Ok, all of that aside....I do still love this book. I don't know what it is, but adolescent-me practically swooned at the romanticism of a young man whisking across the frozen landscape in order to bundle Laura off to home so that she could be with her family for the weekend instead of boarding in a miserable shanty. Dammit, *I* want to be snugged together with a dashing young man in a tiny little cutter, bundled under warm blankets, gliding through the snow behind two beautiful horses. Heck, even the part where Laura started to doze off from hypothermia, and Almanzo has to keep shaking her awake...something about it always felt romantic to me. This book is definitely one of the books the awakened my early burgeoning heteroromanticism.
This book, to me, feels like the "final" book, even though there's still "The First Four Years". That one has a different feel, so THIS one is the last of the TRUE Little House series.

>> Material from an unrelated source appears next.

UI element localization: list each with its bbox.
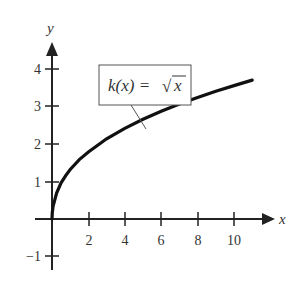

This is Laura's truly first "grown up" book. Though she's only 16 when it begins, she's 18 and married when it finishes. She was already holding adult jobs and responsibilities, but now it's official. The fact that she'd already become an "adult" by this point also helps to make the age difference between her and Almanzo a little bit easier to accept. Frontier life did mean that women (girls?) married at a younger age, and to men old enough to file a homestead claim. Kinda sleazy by today's standards, but this was 150 years ago. There were other things "of the times" that make you cringe, like Almanzo saying that this would be Laura's last term teaching school because in a few months she'd be flipping his pancakes. Yeesh. Ok, yes, she hated teaching and wanted to keep house, but somehow this line irked me. It will also never cease to appall me when Laura tells Almanzo that she won't vow to "obey" him after their wedding, so he asks if she believes in women's rights, and she says no, she doesn't want to vote. Argh! Laura!

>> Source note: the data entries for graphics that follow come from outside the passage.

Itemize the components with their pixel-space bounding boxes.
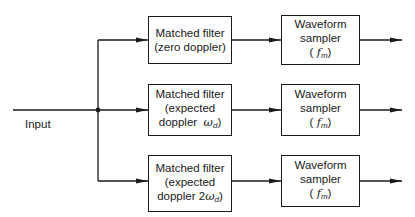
filter-2-line1: Matched filter	[155, 87, 224, 101]
waveform-sampler-3: Waveform sampler ( fm)	[281, 155, 360, 207]
filter-1-line2: (zero doppler)	[154, 40, 226, 54]
sampler-3-line2: sampler	[300, 172, 341, 186]
sampler-1-line2: sampler	[300, 31, 341, 45]
filter-3-line1: Matched filter	[155, 161, 224, 175]
sampler-1-line1: Waveform	[295, 17, 347, 31]
filter-2-line2: (expected	[165, 101, 216, 115]
filter-1-line1: Matched filter	[155, 26, 224, 40]
sampler-3-line3: ( fm)	[310, 186, 332, 204]
matched-filter-expected-doppler-2x: Matched filter (expected doppler 2ωd)	[148, 155, 232, 212]
waveform-sampler-2: Waveform sampler ( fm)	[281, 84, 360, 136]
matched-filter-expected-doppler: Matched filter (expected doppler ωd)	[148, 84, 232, 136]
sampler-2-line3: ( fm)	[310, 115, 332, 133]
sampler-2-line1: Waveform	[295, 87, 347, 101]
sampler-3-line1: Waveform	[295, 158, 347, 172]
filter-3-line3: doppler 2ωd)	[157, 189, 223, 207]
input-label: Input	[25, 118, 51, 130]
matched-filter-zero-doppler: Matched filter (zero doppler)	[148, 16, 232, 64]
sampler-2-line2: sampler	[300, 101, 341, 115]
junction-dot	[96, 108, 101, 113]
filter-2-line3: doppler ωd)	[159, 115, 221, 133]
filter-3-line2: (expected	[165, 175, 216, 189]
sampler-1-line3: ( fm)	[310, 45, 332, 63]
waveform-sampler-1: Waveform sampler ( fm)	[281, 15, 360, 65]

Ok, all of that aside....I do still love this book. I don't know what it is, but adolescent-me practically swooned at the romanticism of a young man whisking across the frozen landscape in order to bundle Laura off to home so that she could be with her family for the weekend instead of boarding in a miserable shanty. Dammit, *I* want to be snugged together with a dashing young man in a tiny little cutter, bundled under warm blankets, gliding through the snow behind two beautiful horses. Heck, even the part where Laura started to doze off from hypothermia, and Almanzo has to keep shaking her awake...something about it always felt romantic to me. This book is definitely one of the books the awakened my early burgeoning heteroromanticism.
This book, to me, feels like the "final" book, even though there's still "The First Four Years". That one has a different feel, so THIS one is the last of the TRUE Little House series.